No one in that moment could have seen what was coming. Not the tweed suit. Not the interlocked C that would become one of the most recognised symbols on earth. Not the fragrance that would still be selling a hundred years later. Not the handbag that women would save for and pass down through generations.
What Coco Chanel built wasn’t a fashion brand. It was a belief system. About what luxury actually means. About what women actually deserve. About the difference between following taste and defining it.
That belief is what survived the world wars. The economic collapses. The decades where Chanel was considered old-fashioned and the decades where it came roaring back. The belief never changed because it was never a trend. It was a truth someone cared about enough to build a century on.

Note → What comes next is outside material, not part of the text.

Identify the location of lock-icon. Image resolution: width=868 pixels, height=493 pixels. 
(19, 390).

The lesson isn’t about fashion. It’s about what happens when you get completely honest about what you stand for and hold it without apology for long enough that the world stops questioning it and starts building their identity around it.
Chanel isn’t a brand people buy.
It’s a brand people become.
Note: This is a pattern analysis drawn from studying Chanel’s brand evolution across more than a century. Insights referenced from publicly available brand history, campaign documentation, and industry reporting.

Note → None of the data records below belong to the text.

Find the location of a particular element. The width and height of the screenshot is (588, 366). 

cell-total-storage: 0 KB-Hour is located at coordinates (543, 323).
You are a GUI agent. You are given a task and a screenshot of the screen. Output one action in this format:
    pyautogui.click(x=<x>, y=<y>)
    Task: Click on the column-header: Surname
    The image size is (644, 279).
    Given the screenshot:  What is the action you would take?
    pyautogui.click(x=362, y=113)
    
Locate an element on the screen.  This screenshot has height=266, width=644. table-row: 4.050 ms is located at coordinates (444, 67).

Ques1: How did Chanel build something that lasted a hundred years when most fashion brands disappear?
Ans1: By caring more about belief than trend. Coco Chanel built three core convictions in a small Paris hat shop and held them without compromise through world wars, economic collapses, and a century of shifting taste. The brands that last aren’t the ones that adapt to everything. They’re the ones that know what they’ll never change.
Ques2: What made Chanel No. 5 and the 2.55 handbag soenduring?
Ans2: They solved real problems rooted in genuine understanding. The chain strap on the 2.55 came from one observation: women needed their hands free. Chanel No. 5 broke every convention of what a luxury fragrance was supposed to be. Neither was designed to be iconic. They became iconic because they were deeply, honestly right.
Ques3: How did Chanel turn customers into a communitywithout itfeeling manufactured?
Ans3: By giving people something real to belong to. Limited editions that felt meaningful. Events where people with shared values gathered. A visual and emotional language so distinct that recognising it felt like recognising your own tribe. You can’t engineer that with a campaign. You build it over decades by being consistently, undeniably yourself.
Ques4: How did Chanel adopt technology without losing what makes it Chanel?
Ans4: Verycarefully and very intentionally. AI powered virtual try-ons, online booking for private viewings, digital content: all of it was adopted in service of deepening human connection, not replacing it. The test they seemed to apply was simple. Does this make the experience more Chanel or less? If less, it didn’t make the cut.
Ques5: What’s the single most transferable lesson from Chanel for a founder building something today?
Ans5: People forget what youcharged. They forget the features. They remember how you made them feel. Chanel built a century-long empire on that single truth. Whatever you’re building, the emotional experience you create is the product. Everything else is just the vehicle.